Both sides of the Russo-Ukrainian War demonstrate that effective innovation rests on a continuous feedback loop from the front, but that loop requires a peacetime substitute for experience in combat. To address the challenge of innovation in low cost–consumable–unmanned systems, the U.S. needs data and experience that can guide innovation. The Department of War’s newer Drone Dominance Program (DDP) addresses many of these concerns.

DDP procures small consumable drones through “Gauntlet” competitions that test systems against realistic mission scenarios rather than evaluating them on technical requirements alone. DDP narrows the competitive field before committing to scale, creating a mechanism for diffusing successful approaches throughout the force once a competition concludes, similar to the logic of Rubicon, but as a procurement competition. However, as doctrine will primarily be adjusted after units are armed and gain experience with new systems in a “learn by doing” approach, this system risks preparing for a war like the Russo-Ukrainian war, rather than a significantly different future war. The U.S.’s current solution still lacks a more fundamental part of the cycle: a recurring process that generates and revises mission requirements as threats evolve.
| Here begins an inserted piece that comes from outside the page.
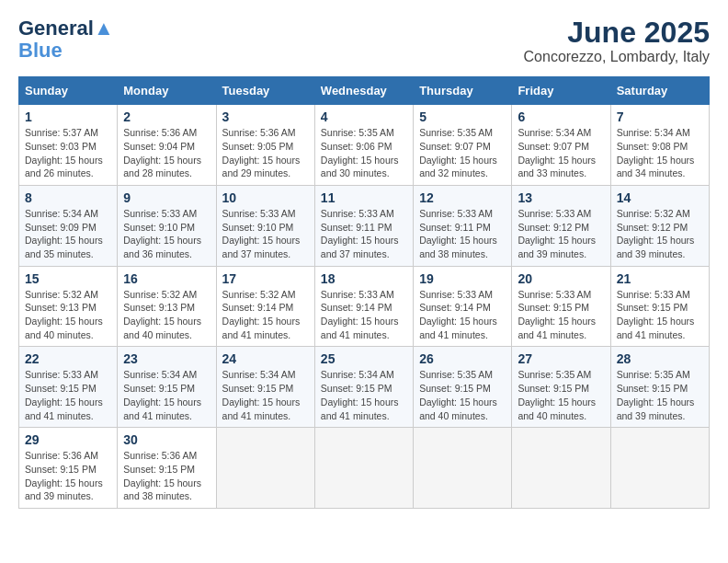 This screenshot has height=563, width=728. Describe the element at coordinates (265, 225) in the screenshot. I see `calendar-cell: 10 Sunrise: 5:33 AMSunset: 9:10 PMDaylig…` at that location.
The outcome of contests like DDP gauntlets should be the main inspiration for innovation in technology and doctrine, rather than testing vendors against preset requirements.

A major power would not adopt asymmetric guerrilla tactics as a core military strategy, as they are generally incompatible with its mission and fail to capitalize on its comparative advantages. The same logic applies to drone development and production. Ukraine and Russia have each leveraged their own asymmetric advantages in the drone domain. In assessing what applies to its systems, the U.S. should consider which actor’s asymmetric advantages most resemble its own. The U.S. is mostly moving in the right direction with DDP’s Rubicon-style model of institutionalizing innovation, but still needs a mechanism to generate and revise mission requirements as threats evolve, so doctrine and procurement can continuously inform each other.